Combination Therapy May Be Best for Treating Tension Headaches

January 26, 2012 by: admin

Anti-depressant medication and stress management therapy each reduce the frequency and intensity of tension-type headaches.  A combination of the two may offer the greatest relief, according to a study appearing in the May 2 issue of the Journal of the American Medical Association.

Tension-type headaches are the kind of migraine. To chronic sufferers (frequent pain for more than six months) tension-type headaches can be disabling and cause the overuse of pain medicines.  About 3 percent of women and 1.5 percent of men in the general population experience chronic tension-type headaches in a given year.

Anti-depressants are the primary drug therapy for chronic headaches.  Behavioral therapies such as relaxation and stress management, though less studied, are also used to manage the associated pain.  Recent research, however, has cast doubt on the effectiveness of both these treatments.

In a new study, Kenneth A. Holroyd, PhD of Ohio University and colleagues set out to determine the combined and separate effects of anti-depressant medication (AM) and stress management therapy (SMT) on headaches.
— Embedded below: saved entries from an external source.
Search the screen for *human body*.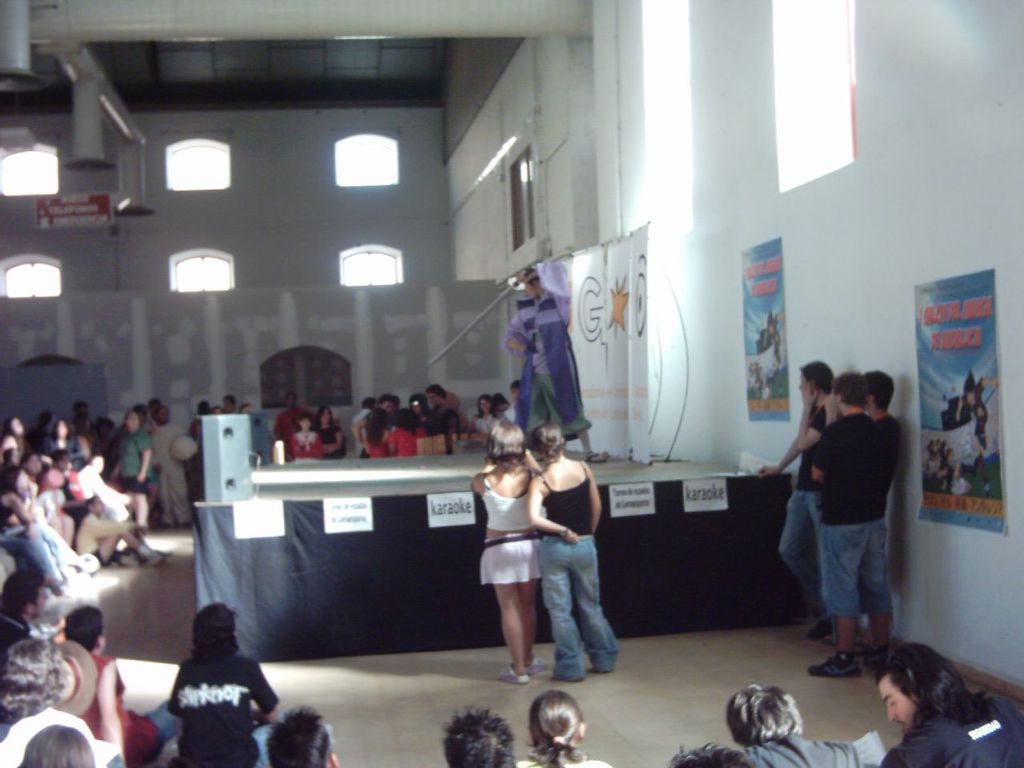
Found at [877,642,1023,767].
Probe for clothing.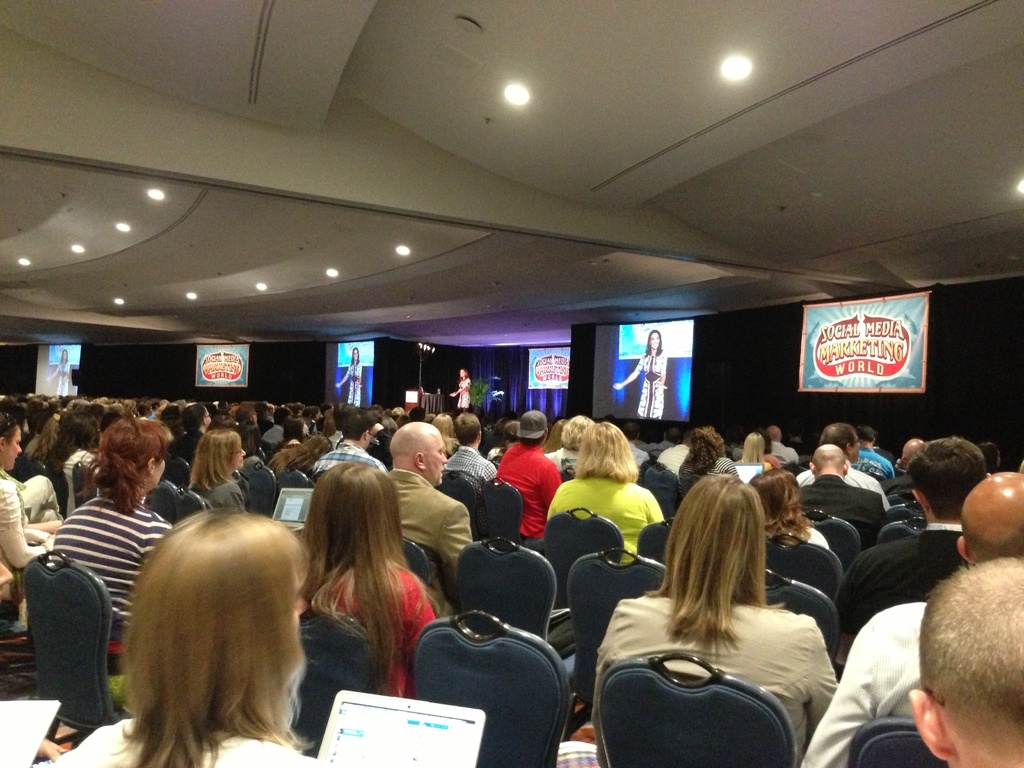
Probe result: 632,351,667,415.
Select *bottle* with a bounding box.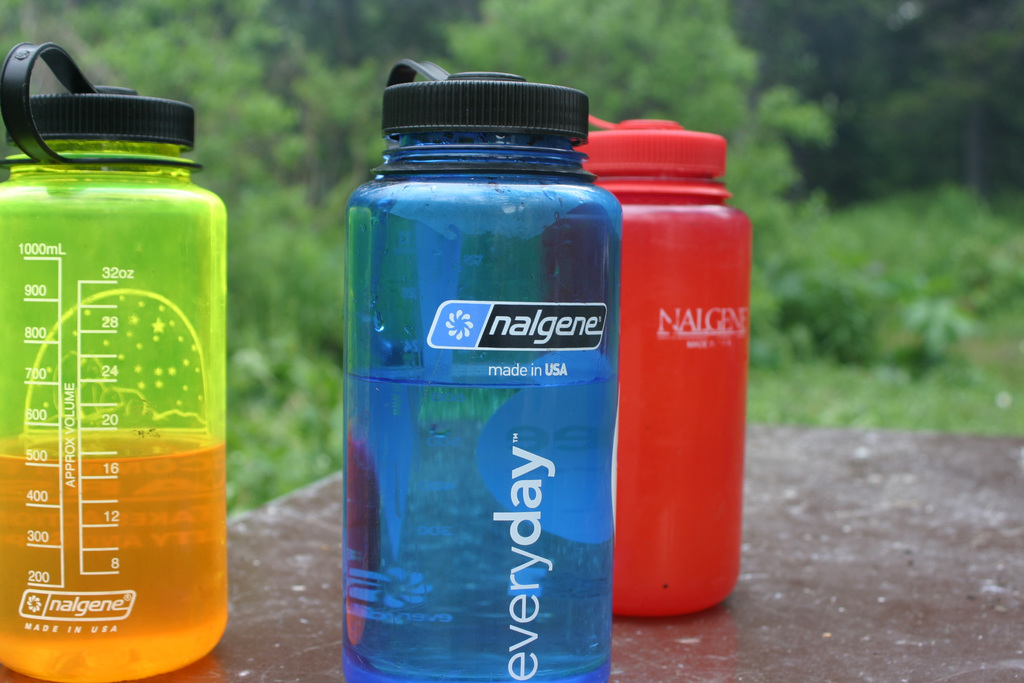
pyautogui.locateOnScreen(0, 30, 246, 682).
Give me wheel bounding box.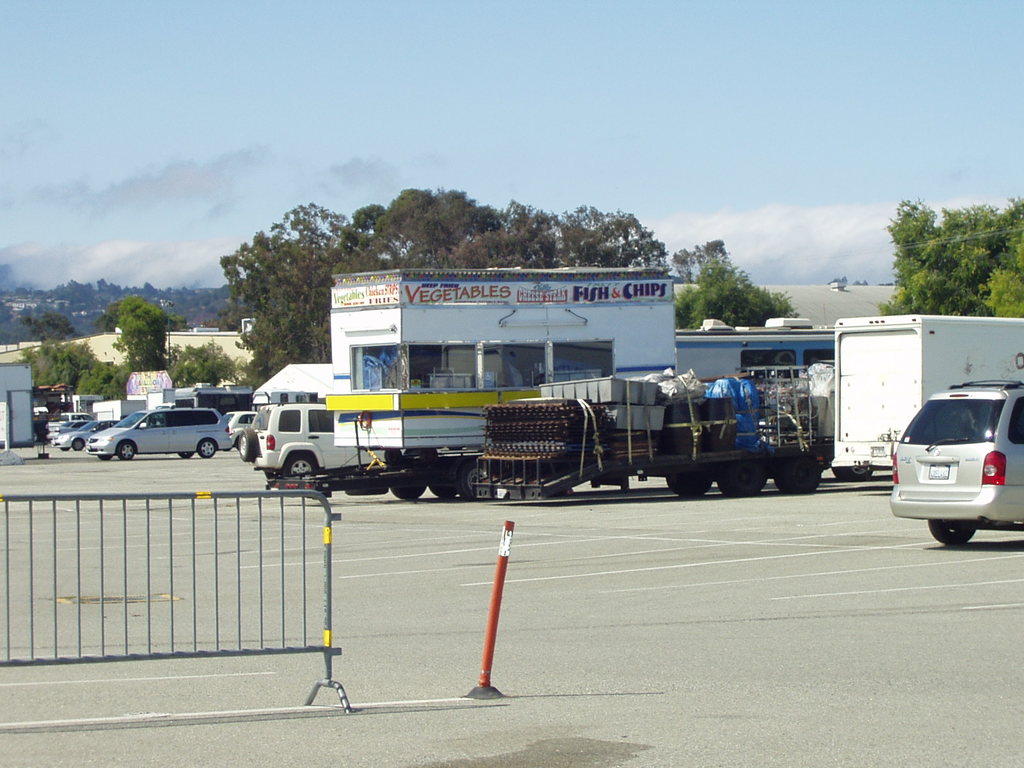
930:525:979:543.
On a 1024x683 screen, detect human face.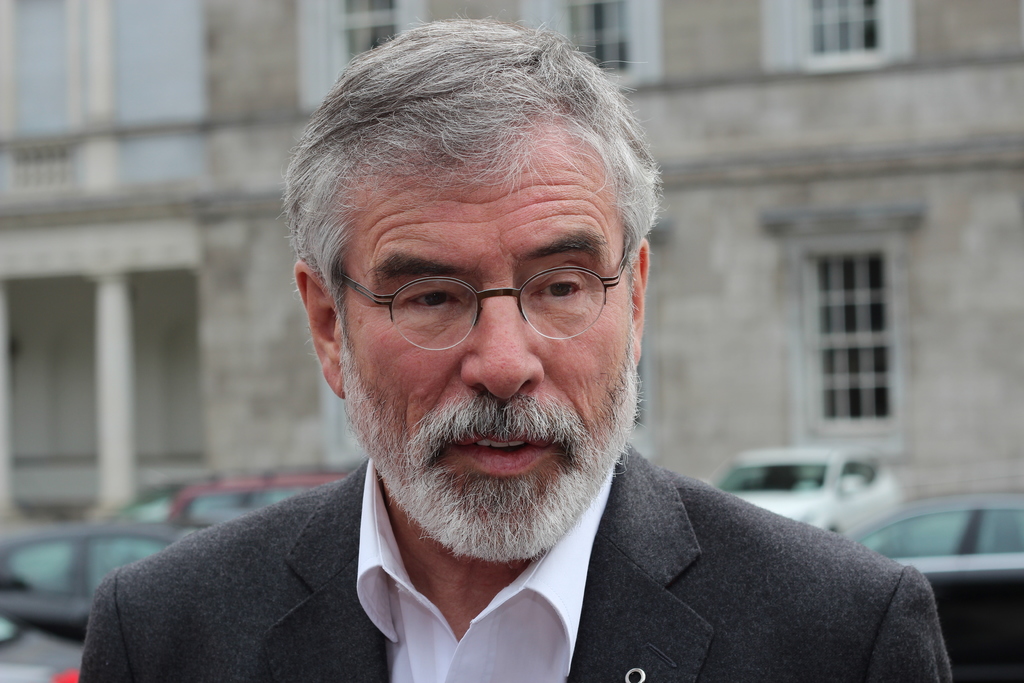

The medications used were one of two possible tricycline-type anti-depressants, amitriptyline hydrochloride or nortriptyline.

From 1995 to 1998, 203 volunteers were recruited to the study.  All participants, between 18 and 65 years old, had been diagnosed with chronic tension-type headaches.  For one month these patients kept a diary listing headache intensity and pain medications taken.  Headache intensities were ranked 4 times per day on a 0-10 scale.

Once baselines were established, the subjects were randomly divided into 4 groups.  Fifty-three patients were assigned to get AM, which consisted of either amitriptyline hcl (up to 100mg per day) or nortriptyline (up to 75 mg per day).  Another group of 48 patients received inactive placebo pills.  Forty-nine subjects received SMT, which consisted of relaxation and cognitive coping exercises, and the placebo pills.  The remaining 53 patients received both SMT and AM.  Subjects continued to keep a their daily diaries for an eight month treatment phase along with periodic clinical visits.

The researchers compared the intensity and frequency of headaches and the number of times patients took pain medications among the 4 treatment groups.

By the end of the 8 month evaluation period, all three active treatments, but not the placebo, yielded similar improvements in reducing headache intensity and frequency and pain medication use.  These improvements were more rapid in the AM and combined therapy groups than the SMT group.

A greater proportion of subjects in the AM plus SMT group (64 percent) showed clinically significant (greater than 50 percent) reductions in migraine scores compared with the AM only group (38 percent) and SMT only group (35 percent).

Eighty percent of the subjects who took AM reported adverse side effects, compared to 30 percent who took the placebo pills.  The only side effects reported by more than 10 percent of either treatment group were dry mouth and drowsiness.